I'm now collecting quotations, what Rwandans in country and out, have to say about these "election observers" from the US and the UK, a.k.a., in this case, the Commonwealth, though I know that most Rwandans in country are less than free to speak their own minds. 


Victoire Ingabire Umuhoza and the FDU-Inkingi Party are urging Rwandans to boycott the August 9th elections as the US and UK, a.k.a., Commonwealth, prepare to send "observers." 

Friday, July 9, 2010

Oakland outraged by Mesherle verdict: involuntary manslaughter

Ex-Bay Area Rapid Transit (BART) cop Johannes Mehserle at work, January 2009.  

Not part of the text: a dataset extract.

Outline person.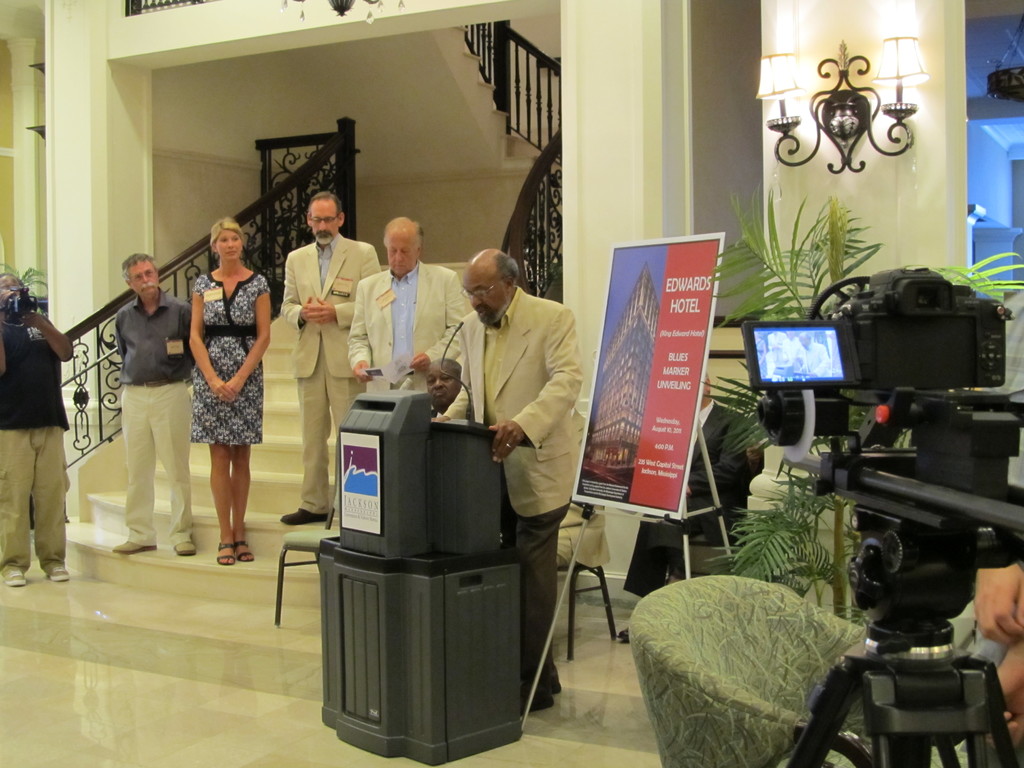
Outline: Rect(433, 245, 585, 717).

Oakland - Riots broke out in Oakland, California, on the night of Thursday, July 8th, after a Los Angeles jury in the Johannes Mehserle case reported a verdict of "involuntary manslaughter, with a gun."

Involuntary manslaughter calls for a 2 to 4 year sentence, "with a gun" seems to add 1, 3, 4, or 10 years, but reports of sentencing possibilities still vary widely, as attention turns to the upcoming August 7th sentence hearing, in Los Angeles.

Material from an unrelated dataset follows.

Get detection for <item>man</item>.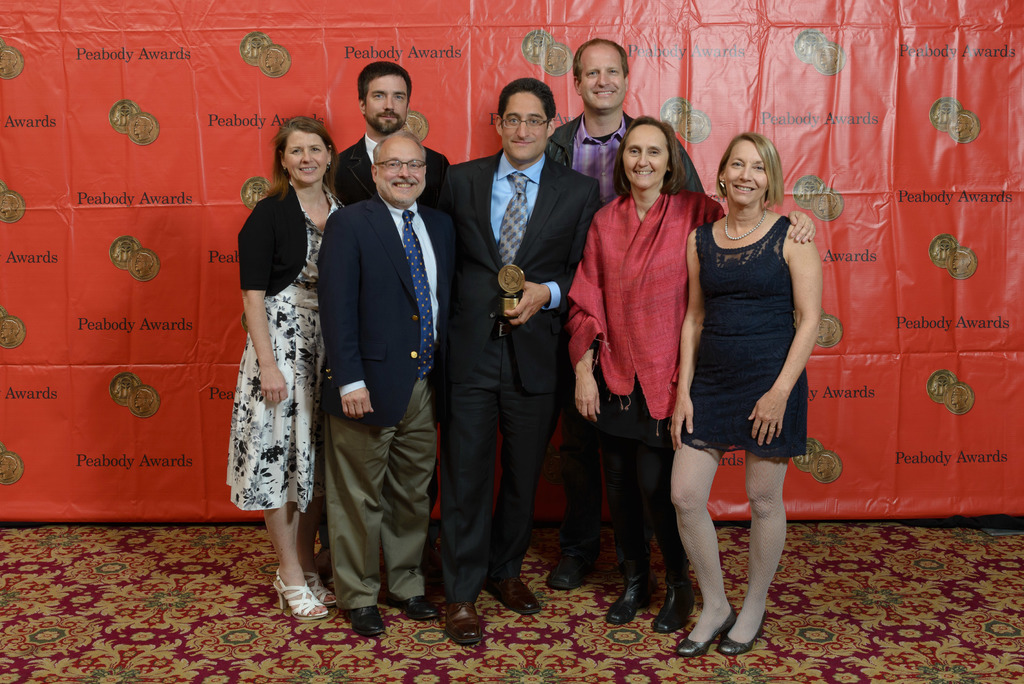
Detection: {"left": 442, "top": 76, "right": 604, "bottom": 646}.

Mehserle, a 28-year-old white ex-Bay Area Rapid Transit policeman, pulled his gun and shot Oscar Grant, a 22-year-old African American apprentice butcher and father of a four-year-old daughter, in the back, in the early morning hours of New Year's Day, 2009.   Video records show that Grant was prostrate on the BART platform, with hands restrained behind his back when Mehserle shot him.   The defense argued that Mehserle had mistaken his gun for his tazer.

Read more at Digital Journal, http://www.digitaljournal.com/article/294430.

Kagame arrests another journalist, UK defunds its Media Council



07.09.2010 - Two weeks after the murder of Rwandan journalist Jean Leonard Rugambage, following his criticism of Rwandan President Paul Kagame, Rwandan Police arrested Agnes Uwimana, the director of a privately owned newspaper.

Uwimana, prior to her arrest this week, served a one-year jail sentence for defamation and promoting division, a crime equivalent to "politics" in Rwanda, attempting to challenge President Kagame's power or version of the tragic 1994 Rwanda Genocide.

Read more at Digital Journal, http://www.digitaljournal.com/user/515407/news.

Wednesday, July 7, 2010

Voice of the Cape Drive Time/South Africa Interview on Rwanda, Congo, and AFRICOM, the U.S. Africa Command

On July 6th, I spoke to Shanaaz Ebrahim on Voice of the Cape Drive Time about Rwanda, eastern Congo, and AFRICOM, the U.S. Africa Command, and why I, as an American, feel compelled to study, write, and speak out about this:






--Ann Garrison

Friday, July 2, 2010

Kagame tortures opposition, arrests Ingabire's Rwandan lawyer

Rwandan President Paul Kagame 


Rwandan opposition leaders Victoire Ingabire Umuhoza and Frank Habineza report ongoing torture of opposition party members arrested in Kigali on June 24th, 2010, as they attempted to protest exclusion from this year's presidential election.  Ingabire is the presidential candidate of Rwanda's FDU-Inkingi Party, Habineza of the Democratic Green Party of Rwanda.

Ingabire also reports that her new lawyer, Mr. Theogene Muhayeyezu, has been arrested, tortured, and detained incommunicado. Yesterday her former U.S. lawyer, Peter Erlinder, and his Kenyan lawyers Kennedy Ogeto and Otachi Gershom, addressed the Chicago Chapter of the National Lawyers' Guild, about the meaning of his three weeks incarceration in Rwanda after traveling there to defend Ingabire against charges of "genocide ideology," which he called "trumped up charges" and "thought crime." Rwanda's genocide ideology statutes ban disagreement with the official version of the 1994 Rwanda Genocide, or, many say, disagreement with sitting President Paul Kagame.